Connect any sender with any recipient — without prior acquaintance.
OLI-it is an open messaging platform built around a semantic matchmaking protocol called 0L1 (Null-Logic-One). Instead of routing messages through social graphs or keyword searches, 0L1 matches messages based on precise mutual criteria expressed in a semantic wordspace.
The platform has been running since 1994 and is live at oli-it.com.
This repository is a full rewrite of the original ASP.NET WebForms application to modern .NET.
Every message on OLI-it carries three kinds of metadata set by the author:
- A self-description — who the author is, expressed as marked nodes in the wordspace.
- Content and intend - of the messag, why was it written, what answers are expected. expressed as marked nodes in the wordspace.
- Recipient criteria — what kind of person the author wants to reach, expressed the same way.

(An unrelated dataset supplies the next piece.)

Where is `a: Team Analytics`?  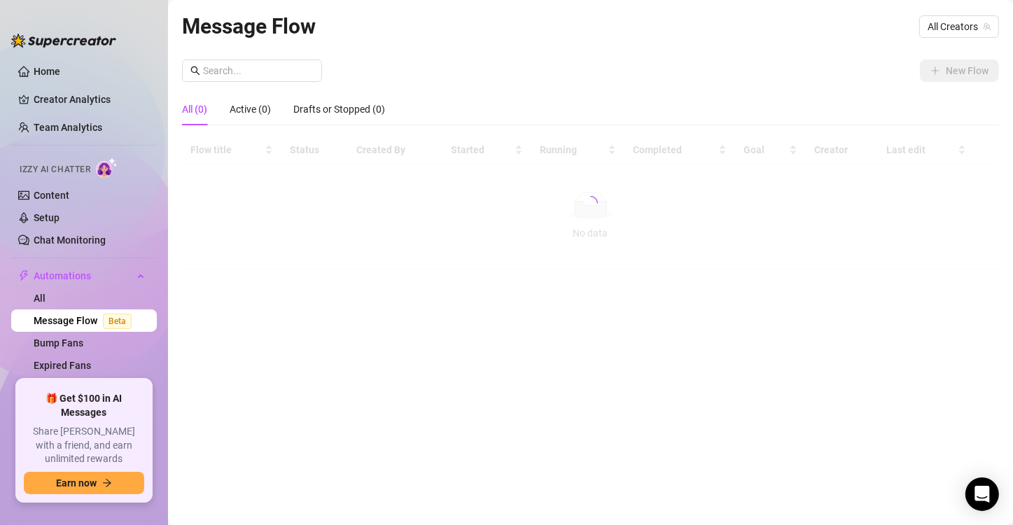 a: Team Analytics is located at coordinates (68, 127).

Every recipient maintains one or more filter profiles — their own description of themselves and what content they want to receive.
The matchmaking algorithm delivers a message to a recipient only when all mutual criteria are satisfied on both sides. No message is ever shown to someone who does not match — and no match is left unseen by someone who asked for it.
Author (S) Wordspace (NKBZ) Recipient (A)
│ describes self ──► nodes ◄── describes self │
│ sets recipient ──► nodes ◄── sets content │
│ criteria (C) | logic (OgIf) | filter profile (L) │
│ │
└───────── match? ────────────────────────────────►│
only when both sides agree (spiegle-x) --> Response (T), reward (kook)
This diagram covers the most complete OLI-it alphabet
- SAPCT - message flow
- NKBZ - word space
- OgIf - logic
- kook - reward, reputation, answer
Because the wordspace is generic, the same protocol covers very different domains:
- Q&A — post a question and reach only people qualified to answer it
- Classified ads — sellers and buyers describe themselves and what they want
- Partner search — personal or professional, with precise mutual criteria
- News & announcements — reach exactly the audience that asked to be reached
- Commerce — offers and requests matched by product, price range, location
Anyone can read all messages. You must be logged in to post, answer, or manage filter profiles.
Authors can rate answers, and good answers are rewarded with credits.
A modern rewrite of the live application:
| Layer | Technology |
|---|---|
| Web framework | ASP.NET Core Razor Pages (.NET 10) |
| ORM | Entity Framework Core (database-first) |
| Database | SQL Server (existing schema, preserved as-is) |
| Front-end | Bootstrap + vanilla JS (no build step) |
| Hosting | Azure App Service + Azure Blob Storage |
The database schema and matchmaking stored procedures are the source of truth and are not modified by this project. The schema uses German table names (Stamm, PostIt, TopLab, Angler, …) reflecting the original 1994 design.
Localization work (EN/DE/ES UI content rollout) is intentionally paused while core feature parity is completed first. The existing language URL switching remains available, but broad page-content translations will resume once MVP workflows are complete.
Prerequisites: .NET 10 SDK, SQL Server
git clone https://github.com/nulllogicone/OLI-it.Web
cd OLI-it.Web
# copy and fill in your local connection string and image storage URL
# edit OLI-it.Web/appsettings.Development.json
dotnet run --project OLI-it.Web
# → https://localhost:7119Full setup instructions, configuration reference, and infrastructure deployment details are in docs/developer-guide.md.
| Document | Description |
|---|---|
| Vision | Background, goals, and success criteria for this rewrite |
| Motivation | Why the technology choices were made |
| Domain Entities | Core entities and their relationships |
| Use Cases | Detailed user stories and acceptance criteria |
| Architecture | Stack, project structure, and key decisions |
| Architecture Decisions | ADRs (database-first, stored-proc matching, German names) |
| Developer Guide | Setup, configuration, infra deployment, component docs |
| Backlog | Upcoming features and known gaps |
Conceived and built by Frederic Luchting.